Decisions by Roberto di Matteo meant his side ended the defeat by Manchester United without Torres, Mata, Hazard and Oscar on the pitch
Somehow Chelsea contrived to finish Sunday's match without Fernando Torres, Juan Mata, Eden Hazard or Oscar on the pitch. Although there were extenuating circumstances involving several crucial calls by the officials, this looked like a failure of managerial judgment. Roman Abramovich, sitting high in his East Stand eyrie, would certainly have been wondering what had happened to the £130m he invested in the quartet.
Torres had been sent off for a second yellow card. He could have gone for the first, a high lunge on Tom Cleverley, although the second, for a dive as he ran at four defenders, seemed marginal as there appeared to be involuntary contact with Jonny Evans's leg.
But the other three were withdrawn, one by one, between the 66th and 82nd minutes as Roberto Di Matteo strove to claw back something from a contest in which his side had already made an impressive comeback. Each decision was understandable when viewed in isolation but together they robbed the league leaders of the chance to manufacture a more constructive response to a heavy dose of misfortune.
If the initial comeback had been impressive, the same could not be said about the way they conceded two goals to Manchester United inside the opening 12 minutes. Sir Alex Ferguson had picked Antonio Valencia to play as a conventional winger on the right and Chelsea's surprisingly flimsy cover was immediately stretched to breaking point.
Both goals came from incursions down that flank, although it was Wayne Rooney whose cross from the right provoked David Luiz's own-goal before Robin van Persie hammered in Valencia's precise cut-back. At that point, and for some time afterwards, Chelsea were all over the place.

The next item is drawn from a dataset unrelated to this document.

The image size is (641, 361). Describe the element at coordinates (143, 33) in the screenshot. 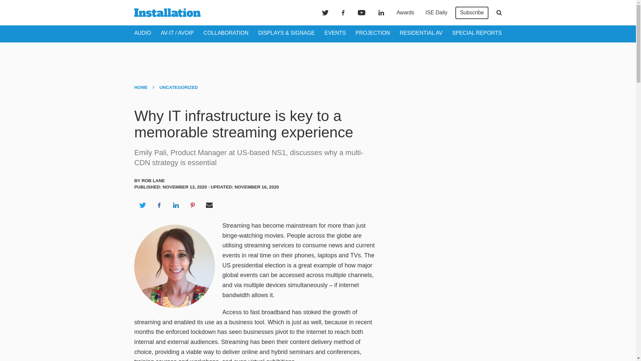

I see `AUDIO` at that location.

Their central defence, in the persons of David Luiz and Gary Cahill, had the consistency of wet tissue paper, while Ashley Cole was receiving no help in defending his area of the pitch against Valencia and Rafael da Silva, with little cover forthcoming from Mikel John Obi and Ramires. Gradually, however, their front four players – Torres and the attacking midfield trio – brought them back into the match, with the assistance of a United team strangely willing to give the ball away in their own half.
For half an hour, either side of half-time, Abramovich had the pleasure of watching his team play the way he expects, full of artistry and inventiveness, looking fully worthy of their position at the top of the table as David de Gea held them at bay, making a number of saves with his lower limbs. Torres worked hard and took advantage of United's generosity to put over several probing crosses from the right, Mata and Hazard probed ominously and Oscar had a touch of the divine about his work. The Brazilian, who turned 21 last month, drifts and ghosts about the pitch with a finely tuned sensitivity to the shifting patterns of play. Put the genes of his compatriots Kaká and Juninho Paulista into a test tube and you would come out with something resembling the slender, elusive No 10.
One gloriously sinuous run eight minutes from the interval made three opponents look as though they were trying to tackle smoke. For the equaliser he accepted David Luiz's pass in the inside-left position and floated a ball over to the far post, where Mata's superb control allowed the Spaniard to bring the ball down and clip it to the far post, where Oscar was waiting to regain possession before measuring a cross that Ramires met with a strong header past De Gea.
There will be much more to come from that quarter but aesthetic considerations took a back seat on Sunday to the fact of a victory that brought United level with Manchester City and to within a point of Chelsea. If Ferguson's side were fortunate with several pivotal decisions, then they could be said to have made their own luck through the positive manner in which they approached the challenge of securing their first win in domestic competition at the Bridge in 10 years.
Until he committed the foul on Hazard that enabled Mata to strike the equaliser with a sumptuous free-kick, Rooney had enjoyed an outstanding game. Playing behind Van Persie in a 4-4-1-1 formation, he did everything he does in the Premier League and fails to accomplish in an international shirt. He looked fit, fast and mentally alert, with an adhesive first touch and a near-perfect control of his passing. When he foraged back to win the ball around the edge of the United area, his interventions were made with first-class timing.
He was fortunate, however, that when he made his big error, it did not turn out to cost United the match. Robbed by Hazard 30 yards from his own goal, he turned and chased and made a tackle from behind with the kind of rashness associated with his less admirable displays. He received a yellow card and might have had another when he threw out an arm to obstruct Cole in the 71st minute. Shortly thereafter he was withdrawn by Ferguson, presumably out of prudence.
At the end of such an intense and percussive contest there could be only a sense of relief that the steward who lay surrounded by paramedics in the tumultuous aftermath of United's winner – scored by Javier Hernández, who had come back from an offside position – had, according to Chelsea, merely slipped and twisted his knee.